--- Source material ---

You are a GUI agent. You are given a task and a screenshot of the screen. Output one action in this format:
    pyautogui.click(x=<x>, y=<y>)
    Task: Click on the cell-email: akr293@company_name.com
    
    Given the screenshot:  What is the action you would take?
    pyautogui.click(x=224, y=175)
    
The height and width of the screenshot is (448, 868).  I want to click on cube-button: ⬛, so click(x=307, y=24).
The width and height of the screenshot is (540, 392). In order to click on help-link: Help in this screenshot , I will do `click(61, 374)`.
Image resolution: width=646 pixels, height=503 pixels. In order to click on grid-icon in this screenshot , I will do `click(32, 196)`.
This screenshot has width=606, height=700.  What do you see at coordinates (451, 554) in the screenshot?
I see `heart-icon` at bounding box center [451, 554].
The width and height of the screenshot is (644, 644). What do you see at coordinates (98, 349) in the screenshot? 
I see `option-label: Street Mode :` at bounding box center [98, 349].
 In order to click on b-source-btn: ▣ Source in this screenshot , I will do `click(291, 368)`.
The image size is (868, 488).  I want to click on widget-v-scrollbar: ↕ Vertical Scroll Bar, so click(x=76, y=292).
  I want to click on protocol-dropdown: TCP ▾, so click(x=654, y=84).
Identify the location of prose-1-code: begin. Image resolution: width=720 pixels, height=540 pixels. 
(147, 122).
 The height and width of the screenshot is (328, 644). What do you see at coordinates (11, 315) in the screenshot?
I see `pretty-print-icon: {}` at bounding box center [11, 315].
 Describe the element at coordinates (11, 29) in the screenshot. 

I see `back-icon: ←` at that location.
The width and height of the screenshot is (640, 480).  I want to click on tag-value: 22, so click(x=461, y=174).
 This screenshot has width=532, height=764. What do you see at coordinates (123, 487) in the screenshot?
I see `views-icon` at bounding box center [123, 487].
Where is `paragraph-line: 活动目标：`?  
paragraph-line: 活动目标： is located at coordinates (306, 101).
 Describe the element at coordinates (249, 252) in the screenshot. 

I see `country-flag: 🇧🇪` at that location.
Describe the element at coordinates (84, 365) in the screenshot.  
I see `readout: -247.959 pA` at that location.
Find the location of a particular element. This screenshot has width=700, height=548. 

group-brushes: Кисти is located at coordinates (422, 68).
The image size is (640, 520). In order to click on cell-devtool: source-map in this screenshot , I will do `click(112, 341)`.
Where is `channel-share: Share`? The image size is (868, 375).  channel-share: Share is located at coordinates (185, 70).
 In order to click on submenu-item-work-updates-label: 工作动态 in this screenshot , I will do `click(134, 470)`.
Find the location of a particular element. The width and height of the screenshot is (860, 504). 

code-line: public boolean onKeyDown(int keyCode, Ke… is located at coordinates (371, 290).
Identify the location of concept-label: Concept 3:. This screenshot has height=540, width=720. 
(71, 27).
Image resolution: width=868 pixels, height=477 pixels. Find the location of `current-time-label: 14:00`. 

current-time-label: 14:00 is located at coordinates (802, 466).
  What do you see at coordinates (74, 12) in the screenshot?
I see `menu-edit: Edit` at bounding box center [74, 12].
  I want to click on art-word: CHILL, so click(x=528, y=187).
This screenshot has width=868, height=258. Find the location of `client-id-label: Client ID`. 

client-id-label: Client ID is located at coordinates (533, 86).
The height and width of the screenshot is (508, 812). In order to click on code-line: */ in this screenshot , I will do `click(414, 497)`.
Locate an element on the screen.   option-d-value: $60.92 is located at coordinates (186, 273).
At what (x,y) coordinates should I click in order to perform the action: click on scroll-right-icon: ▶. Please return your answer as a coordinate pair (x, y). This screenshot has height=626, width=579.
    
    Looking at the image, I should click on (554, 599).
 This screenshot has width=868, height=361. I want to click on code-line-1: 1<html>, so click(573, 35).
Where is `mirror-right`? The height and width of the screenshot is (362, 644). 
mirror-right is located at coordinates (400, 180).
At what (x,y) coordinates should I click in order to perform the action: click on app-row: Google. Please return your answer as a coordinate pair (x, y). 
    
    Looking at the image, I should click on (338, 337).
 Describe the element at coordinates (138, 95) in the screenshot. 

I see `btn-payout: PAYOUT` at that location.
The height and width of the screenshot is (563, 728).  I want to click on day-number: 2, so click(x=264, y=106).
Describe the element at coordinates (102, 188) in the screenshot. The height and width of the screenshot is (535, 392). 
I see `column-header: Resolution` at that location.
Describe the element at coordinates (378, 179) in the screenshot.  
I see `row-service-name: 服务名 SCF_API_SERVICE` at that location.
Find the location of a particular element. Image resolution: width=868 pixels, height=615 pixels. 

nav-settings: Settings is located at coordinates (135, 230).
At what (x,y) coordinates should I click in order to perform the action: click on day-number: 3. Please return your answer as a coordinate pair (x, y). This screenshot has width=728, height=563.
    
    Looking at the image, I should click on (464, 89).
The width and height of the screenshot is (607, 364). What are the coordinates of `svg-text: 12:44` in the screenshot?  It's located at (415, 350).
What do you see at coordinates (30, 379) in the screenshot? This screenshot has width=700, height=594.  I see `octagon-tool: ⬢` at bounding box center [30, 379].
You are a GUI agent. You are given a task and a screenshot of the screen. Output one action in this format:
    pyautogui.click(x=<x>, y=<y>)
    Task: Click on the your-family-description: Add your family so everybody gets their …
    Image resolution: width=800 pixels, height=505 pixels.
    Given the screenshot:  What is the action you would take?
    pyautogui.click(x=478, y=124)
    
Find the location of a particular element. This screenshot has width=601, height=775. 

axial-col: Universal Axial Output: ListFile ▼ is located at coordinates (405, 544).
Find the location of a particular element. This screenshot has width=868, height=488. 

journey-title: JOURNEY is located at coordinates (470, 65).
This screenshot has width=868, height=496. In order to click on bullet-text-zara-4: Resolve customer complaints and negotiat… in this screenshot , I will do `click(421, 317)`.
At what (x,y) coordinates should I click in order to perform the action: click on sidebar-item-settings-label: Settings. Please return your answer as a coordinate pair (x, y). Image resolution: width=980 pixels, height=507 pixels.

---

• **Required action**
How many lines of the entries hold the word "item"? Respond with the number alone.

• **Answer to this problem**
2